This short story is about how we refactored our CI pipeline trying to take the best of docker images and gitlab-ci runners. As I didn’t find much on the Internet about a similar approach I’ll make an attempt at blogging.
Before using docker our average CI pipeline looked like this :
We had a before_script running before linting and tests — a 10-line-long script responsible to pull all the dependencies, build, install and configure the applications. It took between 4 to 10 minutes to run, depending on the dependencies and the build process.
This model was not perfect, but it worked pretty good and provided us what we needed for several years.
One day we decided to switch our microservices from bare-metal to docker containers, so we added docker support in the CI naively by adding a docker_build target before deployment. Our new pipelines looked approximately like this:
At the same time we added some heavy dependencies in our microservice-skeleton and the build lengths increased drastically. Annnnd we started being annoyed by the CI time, sometimes exceeding 20–30 minutes. This was not acceptable for a CI job, developers would not wait that long before context switching. So the pipeline cost went really high on the process.
Thus, we decided to refactor our pipeline process.
Long story short, here are the several needs we’ve identified :
We had to use our dedicated servers running gitlab-ci runners configured as docker executors and our self-hosted Gitlab configured with a private docker registry.
The gitlab documentation told us we had some environment variables available during a job : the commit and ref-related variables (SHA, branch, tag, …), the pipeline related variables (CI_PIPELINE_ID) and the gitlab-related variables (host, registry, tokens, …).
First thing that came to our mind : can we use those variables outside the gitlab-ci script statement ? The answer is yes :)
As you may have already identified, pulling dependencies for each job and building each time was not a very efficient strategy.
We thought about playing with artifacts in order to move the built project from one job to another, but the artifacts were huge and we were not fully convinced by this solution. Then we thought about running our CI jobs inside a previously built docker with the build already shipped in it.

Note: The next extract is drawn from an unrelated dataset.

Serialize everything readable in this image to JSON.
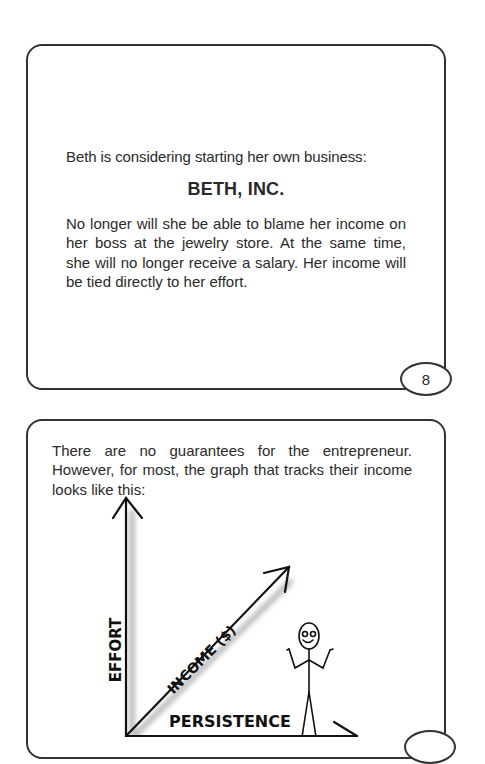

Doing so would again reduce the gap between testing and execution, and it seemed pretty funny.
A simple pipeline building an image and running a test inside looked like this :
We chose to name the image after the pipeline ID as it allows us to start again a new pipeline from an old commit without interacting with the old pipeline.
In order to avoid shipping development dependencies in production we needed to have two images, one for the CI and one for production purposes.
The production-ready image was named after the commit-SHA. Using the docker layer model we extended the production images to add development and test tools needed during the CI. Now ARG is supported in Docker FROM so we don’t have to hack with sed to specify to our ci layer the tag of the production image.
First we build a production image :
And then we build a second image from the first :
We chose to run some jobs only on master so we made two different build jobs, one for master and the other one for feature branches. This part heavily depends on the git workflow, here we’re using a sightly modified version of nvie’s GitFlow (master and develop are the same branch).
Here is a sample gitlab-ci.yml we use :
A very useful feature we did not anticipated was the ability to retrieve the image running the tests and debugging into it when a pipeline failed. A simple docker run -it foo.bar:ci/$CI_PIPELINE_ID /bin/sh permitted to be ready to debug in seconds.
It may be interesting to think about the tradeoffs we made. We only encountered a few issues when rolling out the new CI model.
The first one is that — by the time I write these lines — Gitlab does not offer an api to delete tags. It’s currently not possible to add a final task in the end of the pipeline to clean the tag from the registry and allow the garbage collector to do his job. Hopefully this project exists and you just have to expose two endpoints with a flask API or any tool you like.
The second and major tradeoff is the use of docker in docker. We did quick and dirty to start with but this comes with some risks. This might be fixed by using the host docker daemon and mounting the daemon socket into the containers. Another way is to build images jessfraz’s style.
The third tradeoff is the intensive use of docker registry. Now we need to monitor its IO closely. As we are relying more and more on it, the bill might go up because of network fees, and if the registry goes down we’ll be barely able to test and deliver any code.
In the end we approximately measured a global 50% speed improvement. Now we are happy and the CI-flow is pretty understandable.
I’d like to confess, I hid some stuff in order to keep it clear and straightforward. The main subject I escaped was integration testing. In one way or another you will have to make your components work together.
I guess there is two ways of doing this :
I’d like to thank Matters and the Ubeeqo team who empowered me during my internship. We experimented with really cool stuff and thanks to their mentoring I had the confidence to stand up and present my work.